Sums up the entire stack, and replaces contents of the stack with the sum.
Clears the entire stack.
Adds 1
/0
/-1
to stack if the topmost value on stack is >
/==
/<
than the second topmost value.
Pops a value from stack. Removes that many additional values from stack.
Duplicates the topmost value on stack.
Reverses the entire stack.
Merges all numbers on stack together, character-wise.
[1, 20, 300] -> [120300]
Increments a value on stack. Someone told you that this instruction is dangerous, and might blow up the whole ship if used carelessly.
Pops two values from stack. Pushes topmost % second_topmost
onto the stack.
Pops two values from stack. Pushes topmost * second_topmost
onto the stack.
Pops two values from stack and combines them together. The result is appended to the stack.
This can be reversed using UNPACK2
.
Pops a value from stack, and pushes it into stack, digit by digit.
[ 123 ] -> [ 1, 2, 3 ]
The result is undefined for negative values.
Removes the second topmost value from stack.
Pops two values from stack. Pushes topmost ^ second_topmost
onto the stack.
Accepts a value as a parameter. Pushes the value onto the stack.
Takes number of items to rotate as parameter. Extracts N topmost elements, reverses them, and puts them back onto stack.
Pops number of element to sort from the stack. If it is negative, the elements will be sorted in descending order.
Sorts that many topmost elements on stack.

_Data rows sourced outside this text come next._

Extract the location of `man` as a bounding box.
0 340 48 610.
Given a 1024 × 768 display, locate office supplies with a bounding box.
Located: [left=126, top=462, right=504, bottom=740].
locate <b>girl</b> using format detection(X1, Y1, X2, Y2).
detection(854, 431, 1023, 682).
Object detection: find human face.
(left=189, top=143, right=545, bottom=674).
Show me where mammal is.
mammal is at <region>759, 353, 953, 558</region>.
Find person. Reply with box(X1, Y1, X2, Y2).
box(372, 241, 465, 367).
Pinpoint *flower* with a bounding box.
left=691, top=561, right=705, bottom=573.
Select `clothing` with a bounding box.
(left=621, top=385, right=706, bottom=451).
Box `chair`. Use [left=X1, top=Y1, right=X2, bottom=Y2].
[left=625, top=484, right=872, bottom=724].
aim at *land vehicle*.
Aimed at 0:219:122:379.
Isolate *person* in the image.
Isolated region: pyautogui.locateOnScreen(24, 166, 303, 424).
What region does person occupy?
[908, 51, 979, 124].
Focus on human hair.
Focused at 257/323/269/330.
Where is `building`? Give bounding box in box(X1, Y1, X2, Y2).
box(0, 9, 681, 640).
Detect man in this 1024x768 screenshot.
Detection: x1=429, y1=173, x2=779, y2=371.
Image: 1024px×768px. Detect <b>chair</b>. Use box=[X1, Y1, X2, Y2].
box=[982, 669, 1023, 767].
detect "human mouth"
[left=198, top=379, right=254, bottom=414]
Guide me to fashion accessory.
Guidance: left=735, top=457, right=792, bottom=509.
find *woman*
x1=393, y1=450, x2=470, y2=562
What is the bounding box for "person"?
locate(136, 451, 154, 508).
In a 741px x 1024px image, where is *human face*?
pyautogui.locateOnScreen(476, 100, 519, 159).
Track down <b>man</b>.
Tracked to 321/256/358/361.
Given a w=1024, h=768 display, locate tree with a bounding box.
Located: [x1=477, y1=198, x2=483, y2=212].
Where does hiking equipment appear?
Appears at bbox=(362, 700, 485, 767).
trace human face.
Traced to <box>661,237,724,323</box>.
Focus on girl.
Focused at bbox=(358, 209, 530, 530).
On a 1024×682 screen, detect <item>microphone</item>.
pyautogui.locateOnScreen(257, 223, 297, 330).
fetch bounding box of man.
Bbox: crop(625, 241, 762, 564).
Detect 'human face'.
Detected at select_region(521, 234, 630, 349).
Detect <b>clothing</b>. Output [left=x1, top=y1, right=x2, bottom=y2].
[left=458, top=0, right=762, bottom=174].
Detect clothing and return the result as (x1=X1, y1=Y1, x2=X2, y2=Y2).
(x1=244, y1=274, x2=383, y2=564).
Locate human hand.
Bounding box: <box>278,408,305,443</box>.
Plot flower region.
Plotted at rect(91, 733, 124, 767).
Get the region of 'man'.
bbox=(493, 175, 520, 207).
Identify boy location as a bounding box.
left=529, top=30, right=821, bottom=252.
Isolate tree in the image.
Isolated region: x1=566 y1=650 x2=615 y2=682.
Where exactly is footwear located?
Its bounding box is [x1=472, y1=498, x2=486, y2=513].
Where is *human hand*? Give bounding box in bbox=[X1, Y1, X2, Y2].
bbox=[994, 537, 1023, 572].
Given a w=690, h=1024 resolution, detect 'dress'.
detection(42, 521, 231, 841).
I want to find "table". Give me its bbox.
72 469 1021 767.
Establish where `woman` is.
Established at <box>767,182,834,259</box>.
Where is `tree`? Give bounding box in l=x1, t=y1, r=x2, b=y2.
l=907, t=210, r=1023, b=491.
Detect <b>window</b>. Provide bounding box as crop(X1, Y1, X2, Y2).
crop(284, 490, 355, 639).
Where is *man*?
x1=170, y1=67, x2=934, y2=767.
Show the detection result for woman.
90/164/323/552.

Swaps two topmost values on stack.
Unpacks value into multiple ones. Reverses PACK2
.
Substracts values on stack.
[ a, b, c, d ] -> [ a-b, c-d ]
If the stack has odd number of elements, 42
is written into memory at index 1
instead.
Accepts index and count as parameters. Pushes count
values starting from index
to stack.
Accepts index as parameter. Saves number of elements on stack into memory at that index.
Pops the topmost value from stack. The popped value is used as index into memory.
The value at that index is pushed onto stack (or -1, if the index is out of bounds).
Appends the biggest index used in memory to stack.
Reads a value from stack, and saves it into memory at first unused index.
Adds the index used to stack.
Reads a value from stack, and removes memory record at that index.
Accepts a value as parameter. Saves the value into memory at first unused index, and pushes that index to stack.
Jumps to specified instruction/label.
Saves address of next instruction to stack, and jumps to specified instruction/label.
This can be used to call functions.
foo:
...
RET
...
PROC foo
Pops an address from stack, and jumps to that address.
Takes one parameter: GT0
, LE0
, LT0
, GE0
, EQ0
, NE0
.
Inspects the topmost value on stack. If the condition specified as a parameter holds, skips the next instruction.
PUSH 4
SKIP_IF GT0
UNREACHABLE
...
Terminates program.
Do nothing.
Accepts filename as a parameter. Reads stack dump from the file specified, and adds it at the top of the stack. See STF
.
Optionally accepts limit (integer) as a parameter.
Inspects topmost value on stack. This is target filename (as read by FTS
). Dumps the
whole stack (or only limit
elements) into the file specified.
Pushes current seconds, minutes and hours onto the stack.
Triggers an error.
Accepts time in milliseconds as a parameter. Waits for that amount of time.